JÉRÔME KERVIEL, the former Société Générale trader whose rogue dealings almost brought down the bank, has been sentenced to three years in prison and ordered to repay his former employer €4.9 billion.
In his verdict on the world’s biggest trading scandal, presiding judge Dominique Pauthe said Kerviel (33) had knowingly exceeded his remit by taking “gigantic” speculative positions without the bank’s knowledge. He put in peril a bank that employed 140,000 people, shook the world’s financial system, and then tried to position himself as a victim of the environment in which he worked, the judge added.
The outcome was a victory for France’s second biggest bank, which has maintained Kerviel acted alone in taking unauthorised positions worth €50 billion that cost SocGen €4.9 billion to unwind.
Kerviel received a five-year sentence, including two suspended, and the three-member panel of judges acceded to the bank’s request that its former trader should – at least symbolically – have to cover its losses. SocGen’s lawyer, Jean Veil, admitted Kerviel would “probably not” repay the €4.9 billion, which is the highest sum of damages awarded by a French court and roughly equivalent to the GDP of Monaco. The former trader currently works as an IT consultant for €2,300 a month.
Kerviel’s lawyer said he would immediately appeal the verdict, which he said was senseless and unreasonable. “Jérôme is outraged . . . the people who created him have been totally exonerated,” Olivier Metzner told journalists outside the courtroom at the Palais de Justice in Paris. He could not accept “Jérôme Kerviel alone is responsible for the excesses and the crisis in the banking system”.
Although Kerviel admitted to building up the risky trading positions leading up to the loss in early 2008, he insisted breaches in the bank’s risk-control system were tolerated and that superiors turned a blind eye as long as the money was rolling in.
More than half a dozen books have been written about Kerviel. These include a memoir he published this year, and a comic book that reflected the popular portrayal of the former trader as a young outsider from a small Breton town encouraged by a risk-taking culture that ran through the banking system.
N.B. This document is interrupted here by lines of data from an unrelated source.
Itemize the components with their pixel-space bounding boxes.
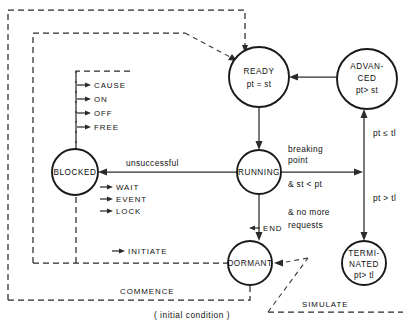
state-diagram-canvas: CAUSE ON OFF FREE WAIT EVENT LOCK [0, 0, 403, 322]
label-st-lt-pt: & st < pt [288, 179, 322, 189]
edge-initiate-path [33, 33, 185, 263]
label-wait: WAIT [116, 183, 139, 192]
edge-ready-to-running-arrowhead [256, 141, 263, 150]
arrow-cause-head [85, 83, 91, 88]
label-event: EVENT [116, 195, 147, 204]
label-unsuccessful: unsuccessful [126, 158, 179, 168]
state-node-terminated-sublabel: pt> tl [354, 271, 374, 280]
label-commence: COMMENCE [120, 287, 175, 296]
arrow-end-head [249, 226, 255, 231]
state-node-blocked-label: BLOCKED [54, 168, 97, 177]
label-lock: LOCK [116, 207, 141, 216]
arrow-lock-head [107, 209, 113, 214]
state-node-dormant[interactable]: DORMANT [227, 241, 272, 285]
arrow-on-head [85, 97, 91, 102]
state-node-running[interactable]: RUNNING [237, 150, 281, 194]
arrow-off-head [85, 111, 91, 116]
arrow-event-head [107, 197, 113, 202]
state-node-advanced-sublabel: pt> st [356, 86, 378, 95]
state-diagram-figure: CAUSE ON OFF FREE WAIT EVENT LOCK [0, 0, 403, 322]
state-node-blocked[interactable]: BLOCKED [52, 149, 98, 195]
edge-running-to-dormant-arrowhead [256, 232, 263, 241]
state-node-ready-sublabel: pt = st [247, 80, 272, 89]
edge-simulate-horizontal [286, 258, 308, 262]
label-requests: requests [288, 220, 323, 230]
arrow-free-head [85, 125, 91, 130]
edge-commence-path [8, 10, 245, 300]
state-node-ready[interactable]: READY pt = st [229, 47, 289, 107]
edge-running-to-blocked-arrowhead [98, 169, 107, 176]
state-node-terminated[interactable]: TERMI- NATED pt> tl [342, 241, 386, 285]
state-node-advanced-label: ADVAN- [350, 62, 384, 71]
state-node-running-label: RUNNING [238, 168, 280, 177]
label-simulate: SIMULATE [302, 300, 348, 309]
arrow-initiate-head [119, 249, 125, 254]
label-initiate: INITIATE [128, 247, 167, 256]
edge-initiate-diagonal [185, 33, 232, 58]
state-node-ready-circle [229, 47, 289, 107]
state-node-dormant-label: DORMANT [227, 259, 272, 268]
label-free: FREE [94, 123, 119, 132]
edge-simulate-arrowhead [274, 260, 283, 267]
edge-rail-to-advanced-arrowhead [361, 109, 368, 118]
state-node-ready-label: READY [244, 67, 275, 76]
state-node-advanced[interactable]: ADVAN- CED pt> st [337, 49, 397, 109]
edge-advanced-to-ready-arrowhead [289, 74, 298, 81]
label-breaking: breaking [288, 144, 323, 154]
figure-caption: ( initial condition ) [154, 310, 230, 320]
edge-rail-to-terminated-arrowhead [361, 232, 368, 241]
label-off: OFF [94, 109, 113, 118]
state-node-terminated-label: TERMI- [348, 249, 380, 258]
label-point: point [288, 155, 308, 165]
label-pt-gt-tl: pt > tl [373, 193, 396, 203]
label-pt-le-tl: pt ≤ tl [373, 128, 396, 138]
state-node-terminated-label2: NATED [349, 260, 379, 269]
label-end: END [263, 224, 283, 233]
state-node-advanced-label2: CED [358, 74, 377, 83]
edge-running-to-rail-arrowhead [354, 169, 363, 176]
arrow-wait-head [107, 185, 113, 190]
label-no-more: & no more [288, 207, 330, 217]
label-cause: CAUSE [94, 81, 126, 90]
label-on: ON [94, 95, 108, 104]
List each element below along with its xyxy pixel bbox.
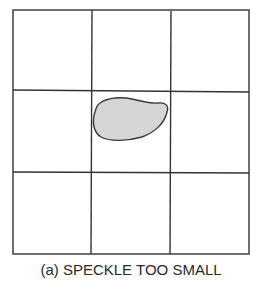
figure-caption: (a) SPECKLE TOO SMALL xyxy=(0,261,262,278)
grid-hline-1 xyxy=(13,90,249,92)
grid-vline-1 xyxy=(91,10,92,254)
speckle-blob xyxy=(93,98,167,141)
grid-vline-2 xyxy=(170,11,171,254)
grid-hline-2 xyxy=(13,172,249,173)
SocGen admitted internal failings in its controls – for which it was fined €4 million in 2008 by the banking watchdog – but was adamant there was no tacit complicity on its part. Reading the 73-page judgment that endorsed that position, Judge Pauthe said defence evidence heard during the trial in June “does not allow us to deduce that Société Générale was aware of Jérôme Kerviel’s fraudulent activities”.
Mr Veil, for SocGen, said it had been “very clearly shown that Jérôme Kerviel’s behaviour, his lies, were so sophisticated that the bank could not suspect what he was doing”. Dressed in a black suit, Kerviel left the court yesterday without answering journalists’ questions. He remains at liberty pending the appeal, but has been banned from any banking activity.